The fastest internal SSD in a Mac now can write at 3.3GB/sec, so it would be able to keep up with 25Gbps connections, barely.
Average SSD write speeds are usually around 1GB/sec these days, but most folks could build a RAID of several SSDs and be able to keep up with such a connection, as well.
I would also assume that most folks who would bother to install 25Gbps, or anything close, probably have a lot of devices in their homes to take advantage of it at once.
Personally, I find it very hard to saturate the 1Gbps link I have. Most servers won't push more than around 200Mbps out to you, and I'm basically never doing 5 tasks at once that are that bandwidth-intensive. But it's nice to have some overhead, just for fun.
I’ve had great results sticking a single Optane NVME drive in front of my 8x8GB array of spinning rust via ZFS’s built-in cache facility. I’m only doing write caching and only using 32GiB of my much larger drive (I forget exactly how large lol). That was my comfort zone for how much data I’m willing to lose if something very bad happens to the NAS during a write, and I like giving it a bunch of spare flash space for wear-leveling.
Hard drives don't go anywhere close, but SSD do. What is important to understand is that 25 Gbps Internet does not mean you copy from a server on Internet to your local SSD at that speed, that 25 Gbps is just the connection between your router and the ISP. On your side you may have multiple computers, on the ISP there are multiple peerings with other networks, you may reach and aggregate bandwidth of 25 Gbps but not really a point to point one, so your SSD performance is not the top factor.
I believe the transfer will simply be bottlenecked, like running a raspberry pi from an sd card.
To fully utilize the connection you can use storage backed by memory. For example ESXi allows you to back a vm by a "virtual pmem" disk that uses a chunk of your host system dram
I don't knwo anything about SSD so maybe 25Gbit/s is easily achievable, just talking from my experience of copying from a USB Drive to my local disk.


**Aim of the exercise**:
Each line of the data that includes "significance" must be copied.

**Extracted records**:
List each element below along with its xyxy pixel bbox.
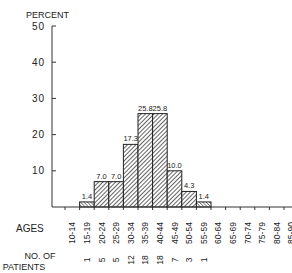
patient-count: 18 bbox=[155, 255, 165, 265]
x-category-label: 65-69 bbox=[228, 222, 238, 244]
x-category-label: 35-39 bbox=[140, 222, 150, 244]
x-axis-title: AGES bbox=[16, 223, 44, 234]
bar-value-label: 7.0 bbox=[96, 172, 106, 181]
patient-count: 5 bbox=[111, 257, 121, 262]
patient-count: 1 bbox=[199, 257, 209, 262]
bar-value-label: 17.3 bbox=[123, 134, 138, 143]
y-tick-label: 50 bbox=[32, 21, 45, 32]
x-category-label: 45-49 bbox=[170, 222, 180, 244]
x-category-label: 10-14 bbox=[67, 222, 77, 244]
x-category-label: 25-29 bbox=[111, 222, 121, 244]
bar: 7.0 bbox=[109, 172, 124, 207]
x-axis: 10-1415-19120-24525-29530-341235-391840-… bbox=[52, 207, 292, 265]
patient-count: 12 bbox=[126, 255, 136, 265]
bar: 1.4 bbox=[196, 192, 211, 207]
bar-value-label: 1.4 bbox=[82, 192, 92, 201]
bar: 4.3 bbox=[182, 181, 197, 207]
patient-count: 3 bbox=[184, 257, 194, 262]
bar: 10.0 bbox=[167, 161, 182, 207]
x-category-label: 40-44 bbox=[155, 222, 165, 244]
x-category-label: 80-84 bbox=[272, 222, 282, 244]
bar-value-label: 10.0 bbox=[167, 161, 182, 170]
bar: 25.8 bbox=[138, 104, 153, 207]
x-category-label: 55-59 bbox=[199, 222, 209, 244]
bar: 25.8 bbox=[153, 104, 168, 207]
bars: 1.47.07.017.325.825.810.04.31.4 bbox=[80, 104, 211, 207]
y-tick-label: 30 bbox=[32, 93, 45, 104]
bar: 1.4 bbox=[80, 192, 95, 207]
bar: 7.0 bbox=[94, 172, 109, 207]
y-tick-label: 20 bbox=[32, 129, 45, 140]
x-category-label: 70-74 bbox=[243, 222, 253, 244]
bar-value-label: 25.8 bbox=[153, 104, 168, 113]
y-axis: 1020304050 bbox=[32, 21, 56, 208]
bar-value-label: 7.0 bbox=[111, 172, 121, 181]
patient-count: 5 bbox=[97, 257, 107, 262]
patients-row-title-line1: NO. OF bbox=[25, 251, 57, 261]
y-axis-title: PERCENT bbox=[26, 10, 70, 20]
x-category-label: 85-90 bbox=[286, 222, 292, 244]
x-category-label: 30-34 bbox=[126, 222, 136, 244]
x-category-label: 50-54 bbox=[184, 222, 194, 244]
bar: 17.3 bbox=[123, 134, 138, 207]
x-category-label: 75-79 bbox=[257, 222, 267, 244]
y-tick-label: 40 bbox=[32, 57, 45, 68]
patients-row-title-line2: PATIENTS bbox=[3, 262, 46, 272]
bar-value-label: 25.8 bbox=[138, 104, 153, 113]
bar-value-label: 4.3 bbox=[184, 181, 194, 190]
x-category-label: 60-64 bbox=[213, 222, 223, 244]
y-tick-label: 10 bbox=[32, 165, 45, 176]
age-distribution-histogram: PERCENT 1020304050 1.47.07.017.325.825.8… bbox=[0, 0, 292, 273]
patient-count: 18 bbox=[140, 255, 150, 265]
x-category-label: 15-19 bbox=[82, 222, 92, 244]
bar-value-label: 1.4 bbox=[198, 192, 208, 201]
x-category-label: 20-24 bbox=[97, 222, 107, 244]
patient-count: 1 bbox=[82, 257, 92, 262]
patient-count: 7 bbox=[170, 257, 180, 262]
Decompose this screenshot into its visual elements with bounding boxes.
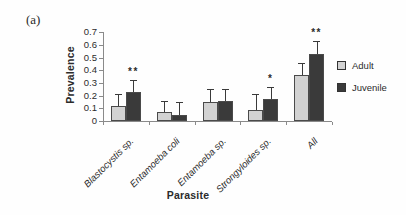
bar-adult [157, 112, 172, 121]
x-tick [332, 122, 333, 125]
x-tick [240, 122, 241, 125]
y-tick-label: 0.7 [71, 27, 97, 37]
error-bar [225, 89, 226, 100]
significance-marker: ** [121, 67, 145, 77]
y-tick-label: 0.4 [71, 65, 97, 75]
error-bar [179, 102, 180, 115]
y-tick [99, 32, 103, 33]
x-tick [149, 122, 150, 125]
bar-juvenile [218, 101, 233, 121]
x-axis-line [103, 121, 332, 122]
error-bar [164, 101, 165, 112]
y-axis-line [103, 32, 104, 121]
legend-item-adult: Adult [337, 60, 387, 71]
significance-marker: * [259, 74, 283, 84]
x-tick [195, 122, 196, 125]
bar-juvenile [172, 115, 187, 121]
y-tick [99, 96, 103, 97]
juvenile-swatch-icon [337, 83, 346, 92]
bar-juvenile [263, 99, 278, 121]
error-bar-cap [222, 89, 229, 90]
y-tick-label: 0 [71, 116, 97, 126]
figure-panel-a: (a) Prevalence Parasite 00.10.20.30.40.5… [0, 0, 406, 215]
bar-adult [111, 106, 126, 121]
y-tick [99, 108, 103, 109]
error-bar [271, 87, 272, 100]
error-bar-cap [176, 102, 183, 103]
y-tick-label: 0.1 [71, 103, 97, 113]
error-bar-cap [207, 89, 214, 90]
y-tick-label: 0.5 [71, 53, 97, 63]
category-label: All [305, 136, 320, 151]
error-bar [256, 94, 257, 109]
error-bar-cap [267, 87, 274, 88]
bar-juvenile [126, 92, 141, 121]
error-bar-cap [130, 80, 137, 81]
y-tick [99, 70, 103, 71]
error-bar-cap [252, 94, 259, 95]
y-tick-label: 0.3 [71, 78, 97, 88]
x-tick [103, 122, 104, 125]
legend-label-juvenile: Juvenile [352, 82, 387, 93]
y-tick [99, 45, 103, 46]
x-tick [286, 122, 287, 125]
error-bar [133, 80, 134, 91]
y-tick-label: 0.6 [71, 40, 97, 50]
error-bar-cap [161, 101, 168, 102]
category-label: Entamoeba coli [128, 136, 181, 189]
adult-swatch-icon [337, 61, 346, 70]
bar-adult [203, 102, 218, 121]
legend-label-adult: Adult [352, 60, 374, 71]
error-bar [302, 63, 303, 76]
error-bar [210, 89, 211, 102]
bar-adult [248, 110, 263, 121]
error-bar-cap [298, 63, 305, 64]
error-bar [317, 41, 318, 54]
y-tick-label: 0.2 [71, 91, 97, 101]
legend: Adult Juvenile [337, 60, 387, 104]
x-axis-title: Parasite [128, 189, 248, 201]
error-bar [118, 94, 119, 105]
legend-item-juvenile: Juvenile [337, 82, 387, 93]
error-bar-cap [313, 41, 320, 42]
y-tick [99, 83, 103, 84]
bar-adult [294, 75, 309, 121]
panel-label: (a) [26, 12, 40, 28]
bar-juvenile [309, 54, 324, 121]
y-tick [99, 58, 103, 59]
significance-marker: ** [305, 28, 329, 38]
error-bar-cap [115, 94, 122, 95]
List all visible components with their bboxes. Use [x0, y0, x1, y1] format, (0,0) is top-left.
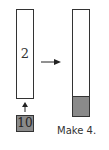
- up-arrow-icon: [22, 102, 28, 112]
- left-bar-label: 2: [17, 46, 33, 61]
- caption: Make 4.: [57, 125, 96, 136]
- right-arrow-icon: [41, 58, 61, 66]
- right-bar: [72, 9, 90, 117]
- left-bar: 2: [16, 9, 34, 99]
- right-bar-fill: [73, 96, 89, 116]
- input-box: 10: [16, 115, 34, 132]
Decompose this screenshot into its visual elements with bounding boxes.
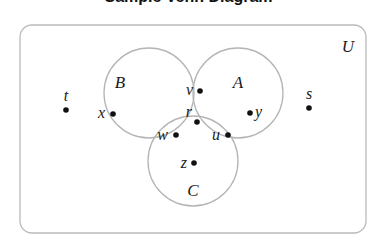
set-a-circle	[193, 48, 283, 138]
point-r-dot	[194, 119, 200, 125]
point-z-dot	[191, 160, 197, 166]
set-b-circle	[104, 48, 194, 138]
point-z-label: z	[180, 154, 188, 171]
point-w-label: w	[157, 126, 168, 143]
universe-rectangle	[20, 25, 366, 233]
point-y-dot	[247, 110, 253, 116]
set-b-label: B	[115, 73, 126, 92]
point-u-dot	[225, 132, 231, 138]
point-v-dot	[197, 88, 203, 94]
point-t-dot	[63, 107, 69, 113]
universe-label: U	[342, 37, 356, 56]
point-t-label: t	[64, 87, 69, 104]
point-x-dot	[110, 111, 116, 117]
point-s-dot	[306, 105, 312, 111]
venn-diagram: UBACtsxyvrwuz	[0, 0, 377, 245]
point-v-label: v	[186, 81, 194, 98]
point-u-label: u	[212, 126, 220, 143]
set-c-label: C	[187, 181, 199, 200]
point-r-label: r	[186, 103, 193, 120]
point-w-dot	[173, 132, 179, 138]
point-y-label: y	[253, 103, 263, 121]
point-x-label: x	[97, 104, 105, 121]
set-a-label: A	[232, 73, 244, 92]
point-s-label: s	[306, 85, 312, 102]
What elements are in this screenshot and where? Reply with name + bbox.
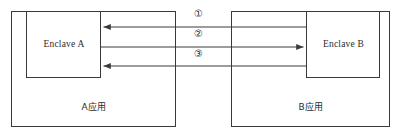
flow-3-step-label: ③ [194, 49, 203, 59]
flow-2-step-label: ② [194, 29, 203, 39]
enclave-communication-diagram: Enclave A Enclave B A应用 B应用 ① ② ③ [0, 0, 402, 136]
diagram-canvas [0, 0, 402, 136]
app-a-label: A应用 [11, 100, 177, 113]
flow-1-step-label: ① [194, 9, 203, 19]
app-b-label: B应用 [231, 100, 391, 113]
enclave-b-label: Enclave B [306, 39, 381, 49]
enclave-a-label: Enclave A [26, 39, 102, 49]
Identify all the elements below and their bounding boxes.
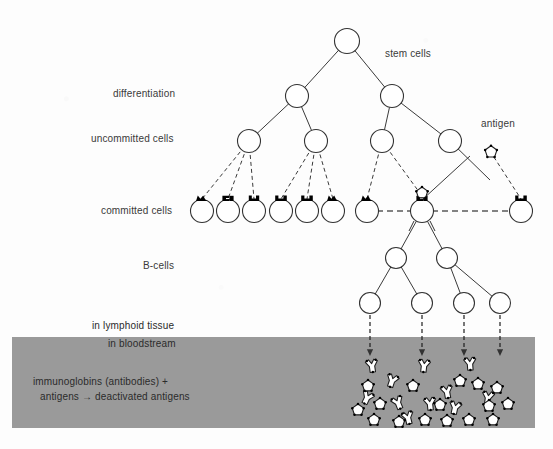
label-reaction-line-1: immunoglobins (antibodies) +	[33, 376, 168, 387]
committed-cell	[322, 200, 345, 223]
label-in-bloodstream: in bloodstream	[108, 338, 176, 349]
committed-cell	[510, 200, 533, 223]
committed-cell	[296, 200, 319, 223]
uncommitted-cell	[238, 130, 261, 153]
stem-cell	[335, 29, 360, 54]
label-uncommitted-cells: uncommitted cells	[91, 133, 174, 144]
label-committed-cells: committed cells	[101, 205, 172, 216]
committed-cell	[191, 200, 214, 223]
receptor-icon	[275, 196, 287, 201]
committed-cell	[270, 200, 293, 223]
label-in-lymphoid-tissue: in lymphoid tissue	[92, 320, 174, 331]
lineage-edges-solid	[249, 41, 500, 303]
b-cell	[437, 248, 458, 269]
b-cell	[412, 293, 433, 314]
b-cell	[490, 293, 511, 314]
uncommitted-cell	[371, 130, 394, 153]
label-antigen: antigen	[481, 118, 515, 129]
b-cell	[386, 248, 407, 269]
differentiating-cell	[286, 85, 309, 108]
label-differentiation: differentiation	[113, 88, 175, 99]
label-stem-cells: stem cells	[385, 48, 431, 59]
committed-cell	[217, 200, 240, 223]
b-cell	[454, 293, 475, 314]
committed-cell	[243, 200, 266, 223]
lineage-edge	[422, 156, 470, 200]
uncommitted-cell	[305, 130, 328, 153]
antigen-markers	[415, 145, 498, 200]
uncommitted-cell	[439, 130, 462, 153]
cell-receptors	[196, 195, 527, 201]
diagram-canvas: stem cells differentiation uncommitted c…	[0, 0, 553, 449]
label-b-cells: B-cells	[143, 260, 174, 271]
receptor-icon	[222, 196, 233, 201]
antigen-icon-free	[484, 145, 498, 159]
committed-cell	[356, 200, 379, 223]
committed-cell	[411, 200, 434, 223]
b-cell	[360, 293, 381, 314]
differentiating-cell	[381, 85, 404, 108]
label-reaction-line-2: antigens → deactivated antigens	[40, 391, 190, 402]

**Expected output**:
significance-marker: ** [121, 67, 145, 77]
significance-marker: * [259, 74, 283, 84]
significance-marker: ** [305, 28, 329, 38]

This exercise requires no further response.